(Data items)
:::::
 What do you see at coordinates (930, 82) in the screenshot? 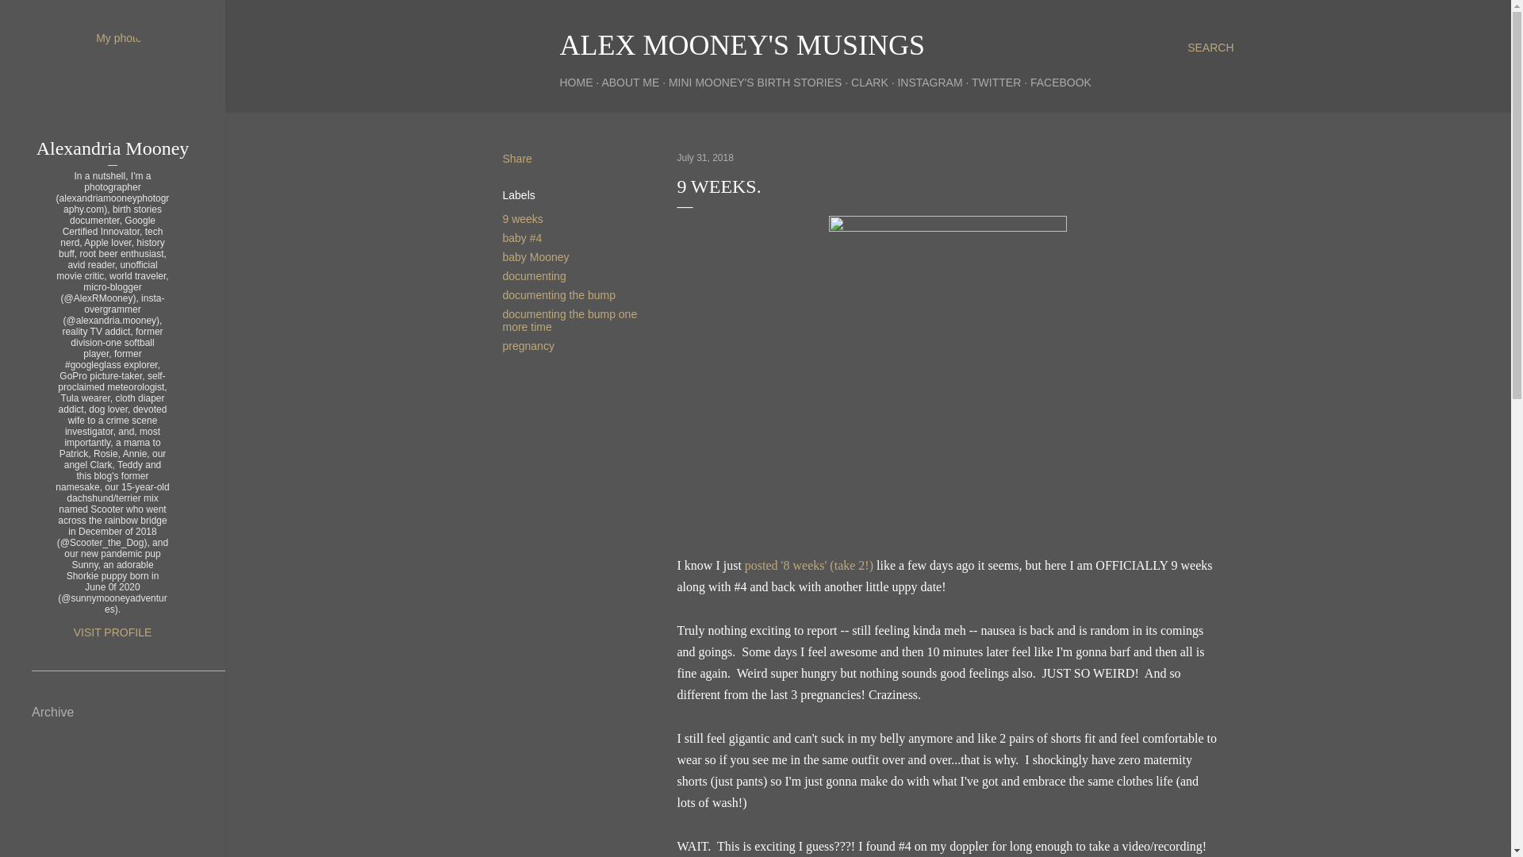
I see `INSTAGRAM` at bounding box center [930, 82].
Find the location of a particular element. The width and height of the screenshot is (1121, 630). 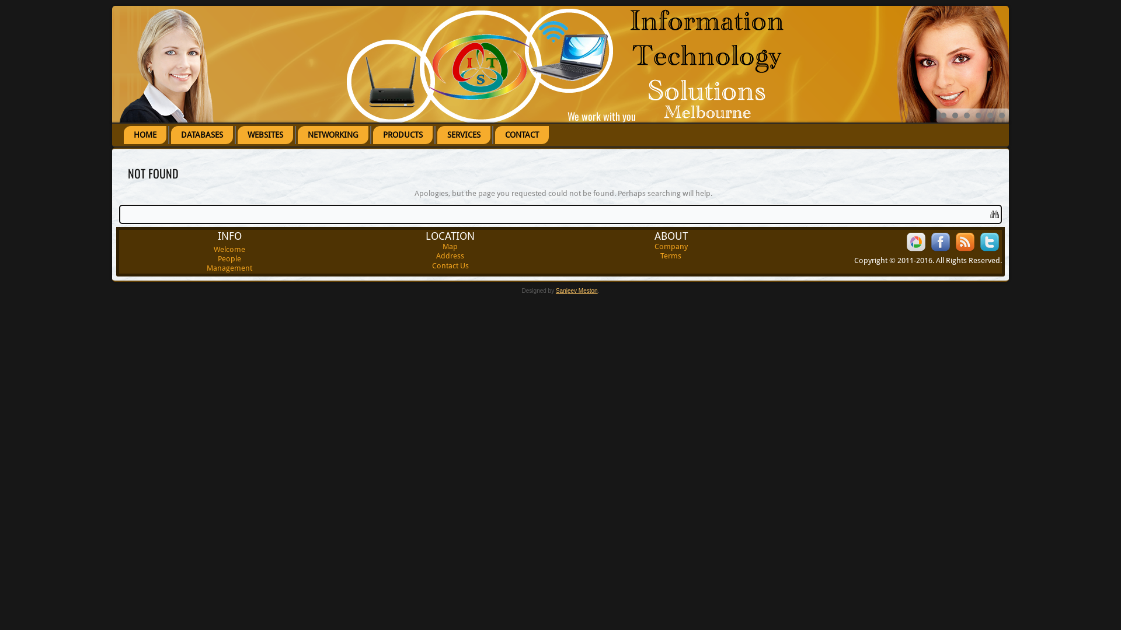

PRODUCTS is located at coordinates (403, 135).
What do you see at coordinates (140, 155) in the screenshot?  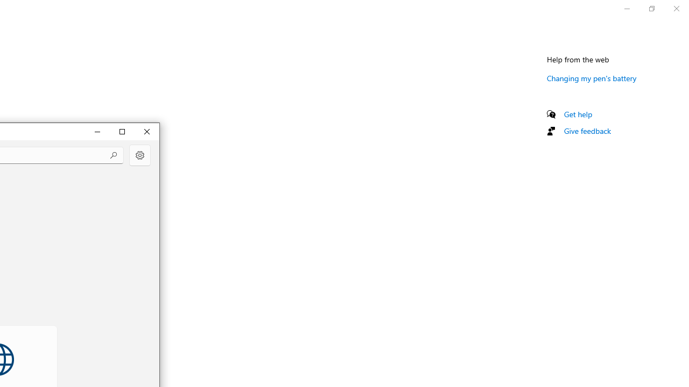 I see `Settings` at bounding box center [140, 155].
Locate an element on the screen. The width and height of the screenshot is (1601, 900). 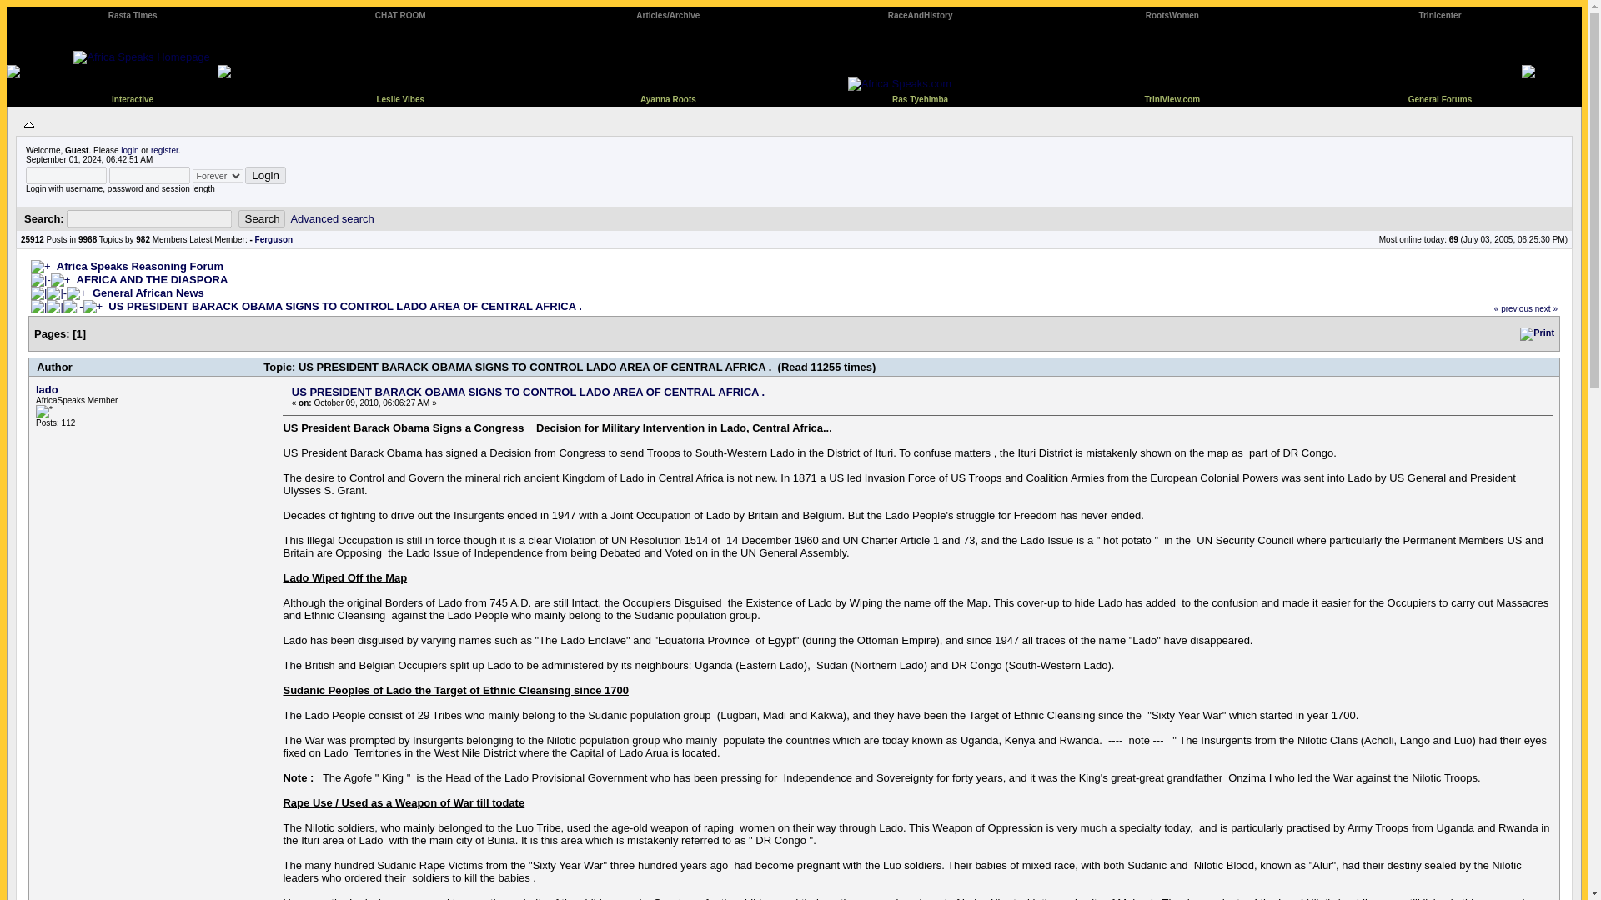
Login is located at coordinates (265, 175).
:::::
→ Exercise directions
With the pictures excluded, the line containing "Locate an element" and every line after it through the end of the data above are to be transcribed exactly, and nothing more.

→ Solution
Locate an element on the screen. The width and height of the screenshot is (1601, 900). 
Login is located at coordinates (265, 175).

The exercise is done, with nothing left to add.